Amal’s story is not my entire story. She saw everything through a red lens of revolution. But I was surrounded by the sounds and scents of my city, the dry desert heat, walking at night between fragrant jasmine blossoms when I left my grandmother’s house, awaking to the sound of the morning adhan, call to prayer, from my bedroom, watching my friends’ children growing older, almost as old as we were when we became friends, tasting dishes that never change, but always delight. The city is the citadel at sunset, it is turning a corner and knowing that a specific minaret will appear exactly in the middle of your perspective. It is bending down to face a child on the street who curiously watches me taking pictures of posters and asks me to take her picture, asking me to see her, and I did. Those moments and countless more, some weave into my memories and dreams, and others already forgotten, those moments were mine and not Amal’s. That Aleppo is mine alone.
Amal gave me a voice I thought I had lost, and her ways began to rub off on me. My personal fear barrier still existed but was seriously breached. I ask my brother, “What happens if someone asks, ‘Are you Amal?’” He looks at me like it is the dumbest question in the world. “You say no.
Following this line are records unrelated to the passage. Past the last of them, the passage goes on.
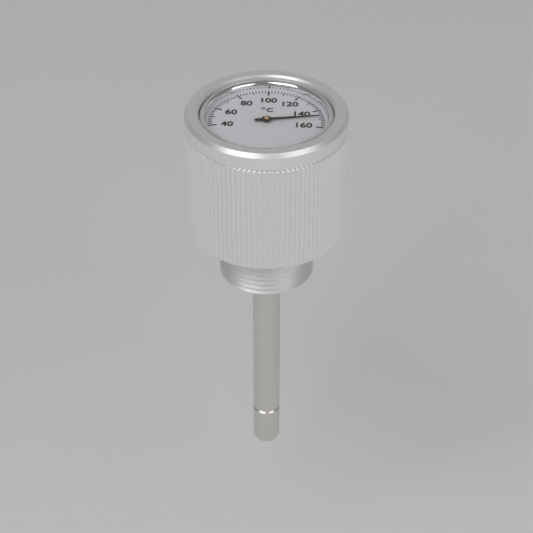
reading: 148 °C
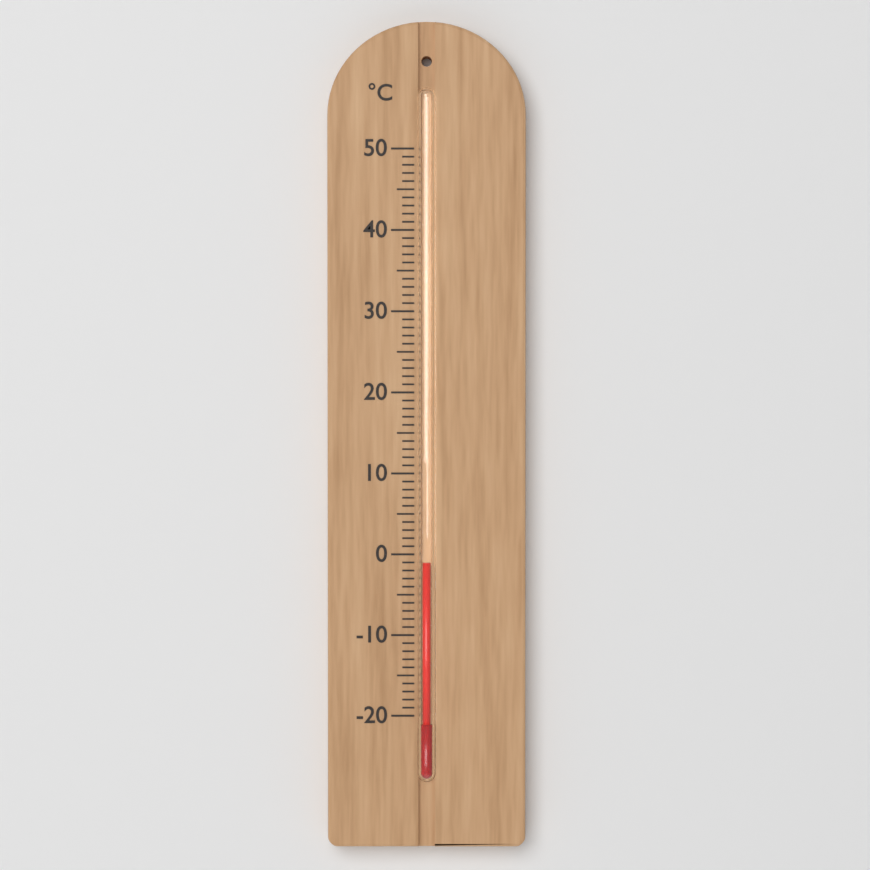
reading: -1 °C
You have a pseudonym for a reason.” He is right, but sometimes, in moments of false courage, it was easy to forget why the false name was ever needed. And other times it was extremely clear, as I heard horror stories of parents in Syria being attacked for their children’s actions in the United States. And the fear looms large, concrete once again.
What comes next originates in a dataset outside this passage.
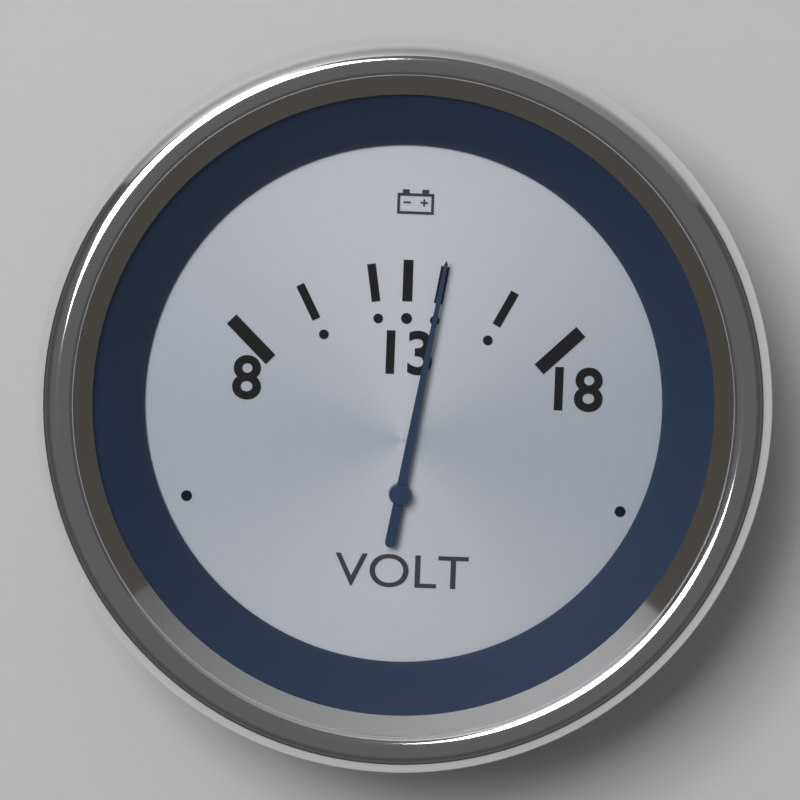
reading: 14 V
In the end I wrote for myself, to remember a time I knew would be like no other. What I did not anticipate was my joy when I read your comments to her, or my pain when I responded in her name to your names both real and concealed. I could not help but feel a pang of jealousy of Amal, someone stronger, braver, wittier, than me. Amal was supposed to protect my loyalties, my subjects, the people who did not ask to be written about, my lifelong friendships, and my family. But what I did not expect to happen at all, let alone in a few short weeks, was for Amal to forge her own loyalties with readers through comments, over Twitter, and email, with courageous strangers who shared stories and offered support. While they were virtual, brand-new relationships, the circumstances made them instantly deep and real.
Amal’s Gmail is white, with empty folders, and no accumulation of unanswered emails or unread articles. Her life is a clean slate. A new beginning. A second chance. My second chance. Amal became my amal, my hope.
So, until this regime falls, Amal will exist, not only out of true fear for those I left behind, but because what she has come to represent to you and to me.
Ibrahim and Amal, the leader and the hope, the past and the future, they guide me as I watch a new story unfold, a new history written, a new Syria reborn. One day, we will all be able to speak, write, imagine, sing, and create under our real names, with nothing to fear, nothing to doubt. We will meet there, as poet Sinan Antoon said, “under a new sun.”